What makes I USED TO BE FUNNY shine is that every single performance by everyone in this Movie is letter-perfect. Rachel Sennott (obscenely ignored during the awards season for her performance in “Shiva Baby”) shows the audience her remarkable dramatic range alongside her pitch-perfect comedic timing. Jalees and Hearon (both real-life stand-up Comedians) shine as they skillfully traverse between delivering wickedly funny one-liners and genuine compassion and empathy. Jones registers with a performance that incorporates confusion, compassion, and menace. In the role of Sam’s boyfriend Nathan, Ennis Esmer genuinely surprised me as he disappears completely into the character. The standout performance comes from Olga Petsa as Brooke. Her range is exceptional and belies the age of this young soon-to-be megastar.
This Telefilm Canada in association with Crave production is scheduled to be released theatrically in 2024 and I predict it will receive accolades and awards during next year’s Canadian Screen Awards. But why wait? See I USED TO BE FUNNY now!

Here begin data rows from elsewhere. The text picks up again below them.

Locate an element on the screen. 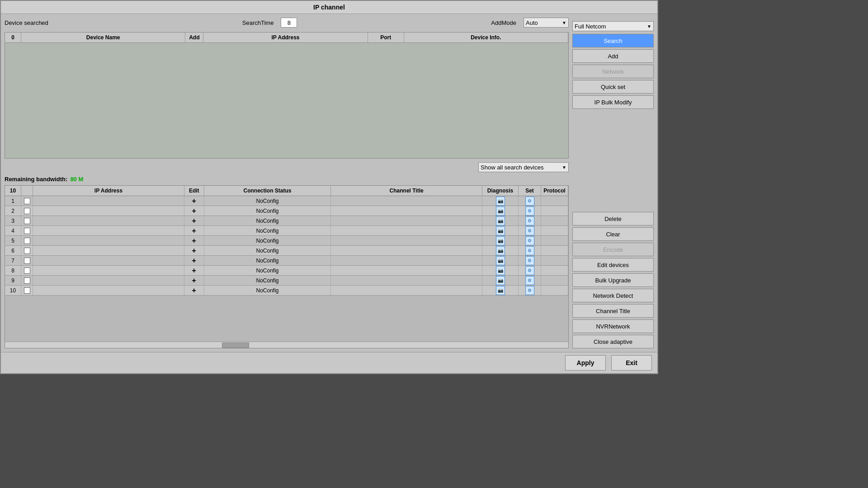  bandwidth-value: 80 M is located at coordinates (77, 179).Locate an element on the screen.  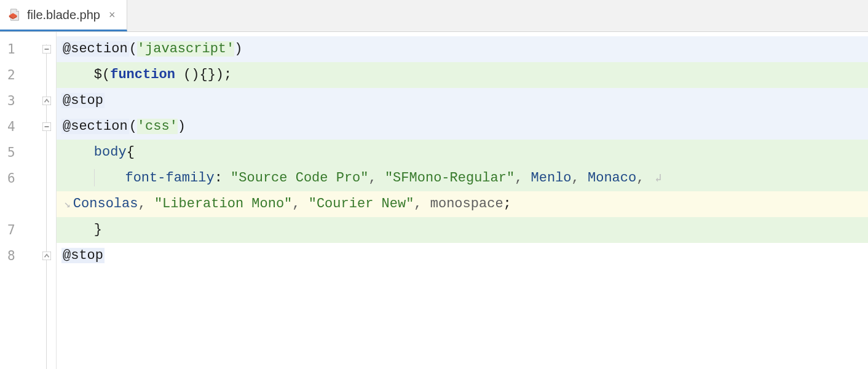
line-number: 4 is located at coordinates (18, 127).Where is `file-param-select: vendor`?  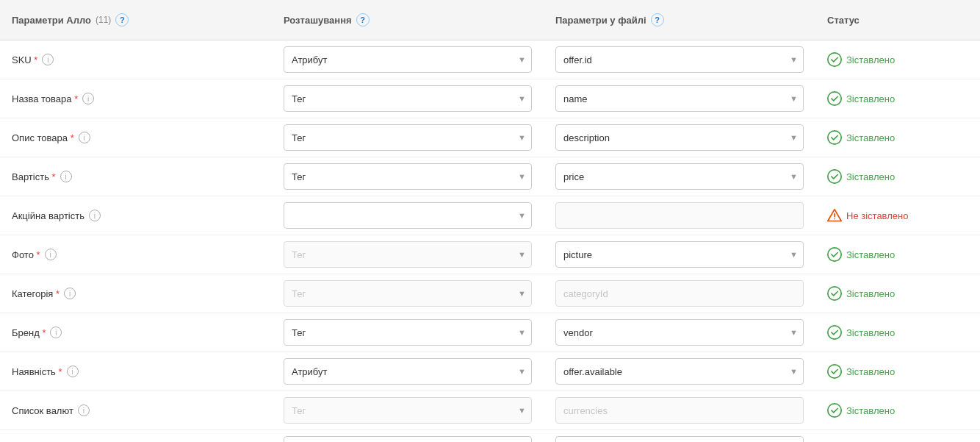 file-param-select: vendor is located at coordinates (680, 332).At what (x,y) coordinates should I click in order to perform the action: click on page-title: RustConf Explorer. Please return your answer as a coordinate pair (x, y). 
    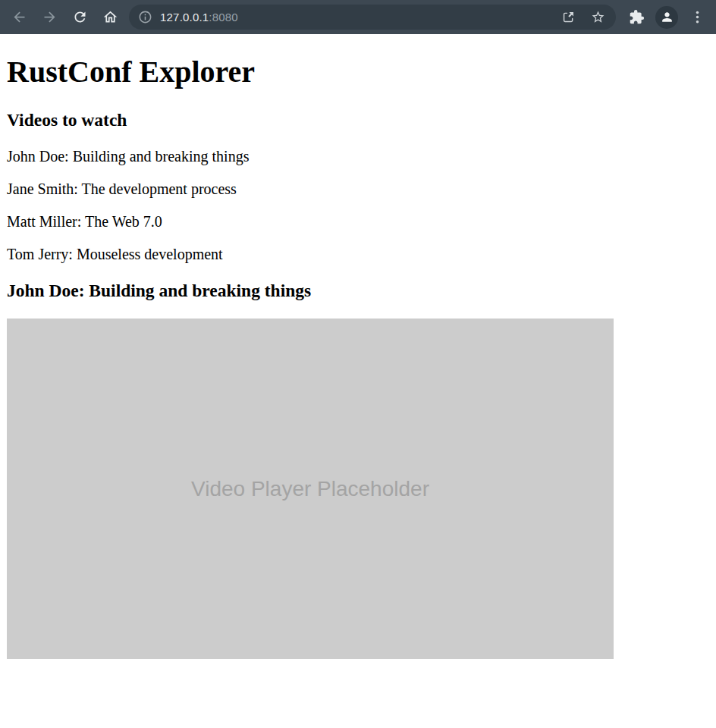
    Looking at the image, I should click on (358, 72).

Date: Fri. May 26, 9:15p Venue: TIFF Bell Lightbox Cinema 1
MUTT takes place over a very intense 24-hour period, set in New York City, where trans male Feña (Lio Mehiel) reconnects with his 13-year-old half-sister, ex-boyfriend and father arriving from Chile as he lost contact with them while transitioning. When first introduced to Feña, my initial reaction was that he was just a surly bitch, and I could not shake that impression throughout the Movie’s running time. Near the end of the Movie, when a character tells him satisfyingly that “People don’t hate you because you’re trans. They hate you because you’re an a**hole”, I literally applauded. But this is not to diminish the impact of Writer/Director Vuk Lungulov-Klotz’s Movie, which has won awards at Sundance and Berlin. The performances from Cole Doman as the ex-boyfriend, MiMi Ryder as the half-sister and Alejandro Goic (who has serious Pedro Pascal vibes!) as the father, are all compelling. Though riddled with cliché, MUTT offers a unique Latinx perspective rarely seen on screen and that is to be admired.

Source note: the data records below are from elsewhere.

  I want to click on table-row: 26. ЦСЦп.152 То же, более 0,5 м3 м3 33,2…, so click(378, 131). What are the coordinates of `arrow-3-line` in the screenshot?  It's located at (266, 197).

Date: Wed. May 31, 6:45pm, TIFF Bell Lightbox Cinema 3
1987. Rural Alberta. Robin (Vaughan Murrae), recently transplanted from the States, is having a rough first day at his new school. It seems that everyone in school in unsure of Robin’s gender. He is either ignored, bullied, or beat up. When he finally makes friends with his chief tormentor and local troublemaker Carter (Dominic Lippa) at a school trip to the recently-opened West Edmonton Mall, all gets better until both of them develop a crush on Izzy (Lacey Oake). BEFORE I CHANGE MY MIND goes downhill from there.

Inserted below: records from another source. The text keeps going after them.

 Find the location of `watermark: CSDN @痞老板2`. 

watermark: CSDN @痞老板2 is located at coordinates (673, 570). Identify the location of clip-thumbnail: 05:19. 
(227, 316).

Canada is world-renowned for its sense of humour, yet there is little in this Movie that would support that. Particularly, what I take offence to is its treatment of teachers: a noble, undervalued, underpaid, and underappreciated profession. On what universe is a teacher showing 11-12 year-olds how to properly put on a condom on a peeled banana funny? In the Film’s landscape, there are no repercussions to physical violent attacks on youngsters, amongst other horrors and this is problematic.
In a positive vein, the attention to detail when it comes to the Art Direction is exceptional, as they truly captured the look of the late ’80s. And I am definitely a fan of young Vaughan Murrae as his performance here is not only admirable, embodying some much-needed humanity.
Check out the Schedule and offerings this year here.